Major James Rowe was a prisoner of war from 1963 to 1968 in South Vietnam. His story is recorded in the book, Five Years to Freedom, where he concludes no audience could comprehend the constant physical pressures; the filth, disease, hunger; the crushing mental pressure; the frustrations, anxieties, the fears, and the constant threat of death while living in the jungles of Vietnam as a prisoner of war.
As American helicopters drove their small Vietcong unit into the rice paddies, Major Rowe thought he would perish with his captors in the overwhelming assault of bombs and helicopter fire. “O Lord, please be with me now,” he prayed. “This is going to be nasty. Please get me through it.” He was sure death was imminent, writing, “The thought of making it through was little more than a wish at the moment, but with a request in to the good Lord, I felt my chances were better than anyone else’s in the group…I heard the sound, soft, ominous, high to the east, and my stomach knotted. I felt my spine tingle and it was as if my heart froze between beats. O dear Lord God, please be with me…They had missed us! They passed north of us and we were safe! O Lord, thank you! Thank you!” A few days later, Major Rowe was able to flag an American helicopter with his white mosquito net, and was rescued.
Major Rowe graduated from West Point in 1960, where “Divine Services” were attended by all cadets. He was a soldier, trained to pray as well as to fight. He refers to the anthems he sang at West Point, and his prayers for help and courage throughout his book are spontaneous in moments of peril. Are West Point Cadets still trained to uphold the fighting forces Code of Conduct? Article XI states, “I will trust in my God and in the United States of America.”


Work instructions:
Taking the material as a whole, state how many of its lines contain "bounding". Write the number and nothing more.

Available data:
★ ★ ★ ★ ★ ★ ★
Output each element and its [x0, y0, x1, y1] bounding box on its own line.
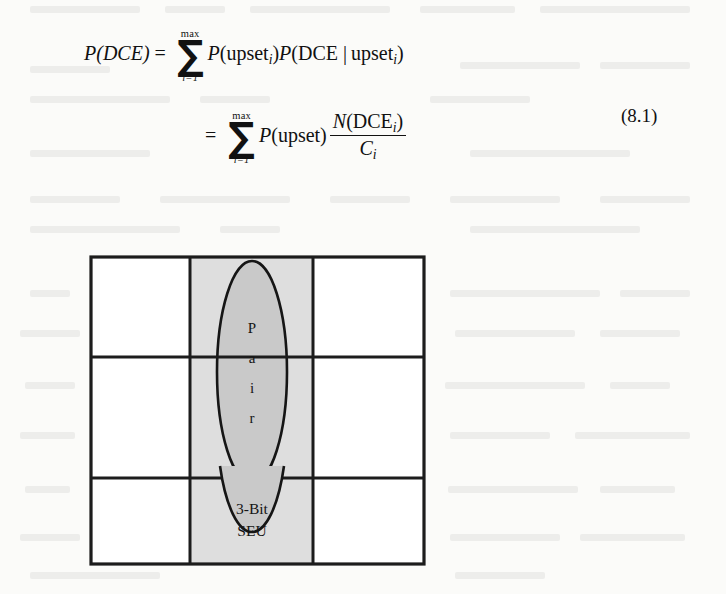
numerator-close-paren: ) — [397, 110, 404, 132]
term2-argument-1: DCE — [298, 42, 338, 64]
conditional-bar-1: | — [338, 43, 351, 63]
term1-function-1: P — [208, 42, 220, 64]
numerator-function: N — [333, 110, 346, 132]
fraction-denominator: Ci — [330, 136, 406, 161]
pair-letter-r: r — [250, 410, 255, 426]
memory-cell-grid-figure: P a i r 3-Bit SEU — [89, 255, 426, 566]
numerator-open-paren: ( — [346, 110, 353, 132]
fraction-numerator: N(DCEi) — [330, 111, 406, 136]
term2-close-paren-1: ) — [397, 42, 404, 64]
summation-1: max∑i=1 — [176, 28, 205, 83]
sum-symbol-1: ∑ — [177, 39, 203, 72]
seu-label-line-2: SEU — [237, 522, 266, 539]
fraction: N(DCEi) Ci — [330, 111, 406, 162]
sum-symbol-2: ∑ — [228, 121, 254, 154]
term1-close-paren-2: ) — [320, 124, 327, 146]
summation-2: max∑i=1 — [227, 110, 256, 165]
equation-relation-1: = — [150, 42, 171, 64]
equation-relation-2: = — [205, 124, 222, 146]
pair-letter-i: i — [250, 380, 254, 396]
equation-lhs: P(DCE) — [84, 42, 150, 64]
pair-letter-a: a — [249, 350, 256, 366]
equation-line-2: =max∑i=1P(upset) N(DCEi) Ci — [205, 110, 407, 165]
term1-argument-2: upset — [278, 124, 320, 146]
denominator-subscript: i — [373, 147, 377, 162]
term1-open-paren-2: ( — [271, 124, 278, 146]
pair-ellipse — [217, 261, 287, 483]
term2-function-1: P — [279, 42, 291, 64]
term1-argument-1: upset — [226, 42, 268, 64]
equation-line-1: P(DCE)=max∑i=1P(upseti)P(DCE|upseti) — [84, 28, 404, 83]
pair-letter-p: P — [248, 320, 256, 336]
term1-function-2: P — [259, 124, 271, 146]
seu-label-line-1: 3-Bit — [236, 500, 269, 517]
numerator-argument: DCE — [353, 110, 393, 132]
term2-open-paren-1: ( — [291, 42, 298, 64]
equation-number: (8.1) — [621, 105, 657, 127]
term2-argument-2: upset — [351, 42, 393, 64]
denominator-variable: C — [359, 137, 372, 159]
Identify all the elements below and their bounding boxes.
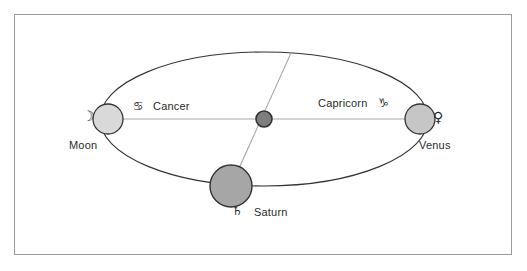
diagram-canvas: ♋ Cancer Capricorn ♑ ☽ Moon ♀ Venus ♄ Sa… [0, 0, 527, 271]
cancer-label: Cancer [153, 100, 190, 112]
diagram-graphics [0, 0, 527, 271]
saturn-label: Saturn [254, 206, 288, 218]
capricorn-label: Capricorn [318, 97, 368, 109]
saturn-glyph: ♄ [232, 205, 243, 217]
cancer-glyph: ♋ [133, 100, 144, 112]
venus-label: Venus [419, 139, 451, 151]
moon-label: Moon [69, 139, 97, 151]
planet-venus [405, 104, 435, 134]
capricorn-glyph: ♑ [378, 97, 389, 109]
center-node [256, 111, 272, 127]
planet-saturn [210, 165, 252, 207]
venus-glyph: ♀ [433, 110, 443, 124]
moon-glyph: ☽ [82, 109, 95, 123]
planet-moon [93, 104, 123, 134]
★ ★ ★ ★ ★ ★ ★
Finished task:
2